Perhaps this is why the two-state solution, referenced as an endorsement in a conversation early in the film, isn't something Soraya feels much affinity to or any desire to work towards. The solemn fact of a project like this, which is badly needed given the rampant misinformation about this particular conflict in the western media, is that such devotion to empty archetypes and one note characterizations, however effectively rendered, creates a vacuum around the emotional lives of the characters that sucks out everything but the anger of the oppressed, which in turn becomes a self-fuffilling prophesy. That the film fails to provide an Israeli counterpoint besides the banality of evil (and in this case, the ability for the formerly oppressed to take up the mantle of the oppressor) is unfortunate, even while it remains unnecessary; it would have made up for the imposed humorlessness and prodded the audience to open dialogue as opposed to the feelings of retrenchment and/or shame that Hebrew audiences, in the Middle East and the West, are likely to experience after watching Jacir's promising but problematic debut.

Imposed humorlessness is never a term one would use to describe Black Dynamite, the blaxploitation send up which takes a genre that was essentially one of earnest protest and makes fun of its myriad deficiencies. Grafting elements of Three the Hard Way, Coffy, Dolemite and Black Belt Jones onto a narrative that ups the absurdity levels about as high as they can go, Scott Sanders' first feature since his under appreciated HBO film Thick As Thieves is quite alot of fun for both the uninitiated and those who've seen Black Caesar a dozen times (me), but it lacks the sophisticated critique that the best blaxploitation movies, despite their rough edges, imposed on unsuspecting and uncritical young black audiences, most of whom were lined up for cathartic experiences of black rage and agency that only reenforced the stymying black essentialism that African-American culture endured for the following three and a half decades.

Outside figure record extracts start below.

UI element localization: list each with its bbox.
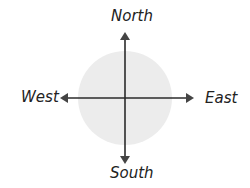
east-label: East xyxy=(205,91,237,106)
east-arrowhead-icon xyxy=(186,93,194,103)
west-arrowhead-icon xyxy=(60,93,68,103)
north-label: North xyxy=(111,9,153,24)
south-label: South xyxy=(110,166,154,181)
south-arrowhead-icon xyxy=(120,156,130,164)
west-label: West xyxy=(21,90,59,105)
north-arrowhead-icon xyxy=(120,32,130,40)
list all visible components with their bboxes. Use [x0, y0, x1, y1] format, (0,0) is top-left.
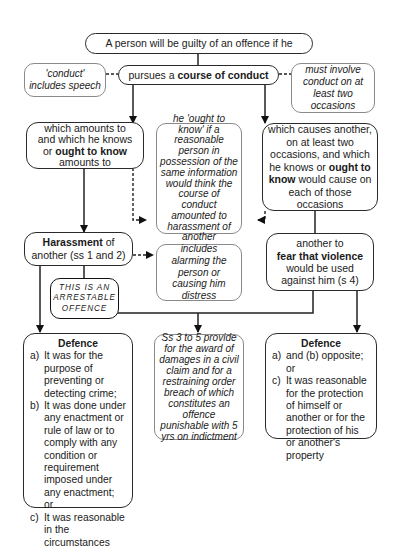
- defence-right-item: c)It was reasonable for the protection o…: [272, 375, 370, 462]
- causes-another-box: which causes another, on at least two oc…: [262, 123, 378, 211]
- arrestable-offence-box: THIS IS AN ARRESTABLE OFFENCE: [50, 278, 119, 319]
- defence-right-box: Defence a)and (b) opposite; or c)It was …: [265, 333, 377, 439]
- defence-right-item: a)and (b) opposite; or: [272, 350, 370, 375]
- defence-left-item: b)It was done under any enactment or rul…: [30, 400, 126, 512]
- fear-of-violence-box: another to fear that violence would be u…: [266, 233, 374, 291]
- two-occasions-note: must involve conduct on at least two occ…: [291, 63, 375, 113]
- defence-left-item: c)It was reasonable in the circumstances: [30, 512, 126, 549]
- offence-header-box: A person will be guilty of an offence if…: [85, 33, 313, 54]
- course-of-conduct-box: pursues a course of conduct: [118, 65, 279, 85]
- conduct-includes-speech-note: 'conduct' includes speech: [24, 63, 106, 97]
- civil-remedies-note: Ss 3 to 5 provide for the award of damag…: [154, 334, 244, 440]
- includes-alarming-note: includes alarming the person or causing …: [156, 244, 242, 301]
- defence-left-title: Defence: [30, 338, 126, 350]
- amounts-to-box: which amounts to and which he knows or o…: [26, 122, 144, 169]
- ought-to-know-definition-note: he 'ought to know' if a reasonable perso…: [156, 123, 242, 234]
- offence-header-text: A person will be guilty of an offence if…: [105, 37, 292, 50]
- defence-left-box: Defence a)It was for the purpose of prev…: [23, 333, 133, 508]
- harassment-box: Harassment of another (ss 1 and 2): [24, 232, 133, 266]
- course-of-conduct-text: pursues a course of conduct: [128, 69, 268, 82]
- defence-left-item: a)It was for the purpose of preventing o…: [30, 350, 126, 400]
- defence-right-title: Defence: [272, 338, 370, 350]
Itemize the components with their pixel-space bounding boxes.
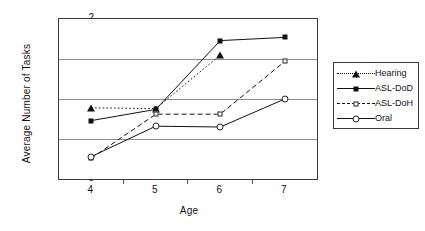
- series-lines: [59, 19, 317, 179]
- legend-item-label: ASL-DoD: [375, 84, 413, 93]
- series-line: [91, 37, 285, 120]
- legend-item-label: Oral: [375, 114, 392, 123]
- data-point-marker: [88, 153, 95, 160]
- legend-sample-icon: [337, 113, 375, 125]
- data-point-marker: [152, 123, 159, 130]
- data-point-marker: [87, 104, 95, 111]
- data-point-marker: [218, 38, 223, 43]
- legend-sample-icon: [337, 83, 375, 95]
- series-line: [91, 61, 285, 158]
- data-point-marker: [282, 59, 287, 64]
- data-point-marker: [217, 124, 224, 131]
- data-point-marker: [281, 96, 288, 103]
- data-point-marker: [216, 52, 224, 59]
- data-point-marker: [153, 112, 158, 117]
- plot-area: [58, 18, 318, 180]
- data-point-marker: [89, 118, 94, 123]
- legend-item-oral: Oral: [337, 111, 392, 126]
- legend-item-hearing: Hearing: [337, 66, 407, 81]
- legend-sample-icon: [337, 98, 375, 110]
- series-line: [91, 55, 220, 109]
- x-tick-label: 7: [269, 184, 299, 195]
- x-tick-label: 6: [204, 184, 234, 195]
- legend-item-label: Hearing: [375, 69, 407, 78]
- chart-figure: Average Number of Tasks Age 00.511.52 45…: [0, 0, 425, 231]
- legend-marker-icon: [354, 101, 359, 106]
- x-tick-mark: [252, 180, 253, 184]
- chart-legend: HearingASL-DoDASL-DoHOral: [333, 62, 419, 129]
- series-line: [91, 99, 285, 157]
- legend-item-label: ASL-DoH: [375, 99, 413, 108]
- x-tick-label: 5: [140, 184, 170, 195]
- legend-item-asl-dod: ASL-DoD: [337, 81, 413, 96]
- legend-marker-icon: [354, 86, 359, 91]
- y-axis-title: Average Number of Tasks: [21, 24, 32, 184]
- legend-item-asl-doh: ASL-DoH: [337, 96, 413, 111]
- legend-sample-icon: [337, 68, 375, 80]
- legend-marker-icon: [352, 70, 360, 77]
- x-tick-mark: [187, 180, 188, 184]
- data-point-marker: [282, 35, 287, 40]
- x-axis-title: Age: [58, 205, 320, 216]
- x-tick-mark: [123, 180, 124, 184]
- data-point-marker: [218, 112, 223, 117]
- legend-marker-icon: [353, 115, 360, 122]
- x-tick-label: 4: [75, 184, 105, 195]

Michael Jai White is very funny as the title character, a Vietnam vet and one man killing machine who is out to avenge his brother, who died at the hand's of white mobsters while working for the police as an undercover operative. The supporting cast, which includes under appreciated performers of 90s Black B movies like Bokeem Woodbine and Salli Richardson-Whitfield (in the Pam Grier role, minus the feminist window dressing) have some fine moments, as do people as disparate as John Salley, Richard Edson and Arsenio Hall. Yet one can't help but watch this movie and sense, regardless of how much dick shrinking malt liquor is on display, that there was a opportunity missed here. I know, I know, i've thought about the ideological implications of blaxploitation more than most, but the writers and filmmakers, despite delivering a fun and involving (if overly episodic) movie, seem on autopilot when it comes to dealing with just why black audiences could take these movies seriously in the 70s. They forget that Sweetback and its progeny, however bad most proved to be, were actual protest movies and the best of them, like The Spook Who Sat By The Door and The Final Comedown were relevant and thoughtful accounts of Negro grievance and desire. At least when we couldn't see the boom mikes.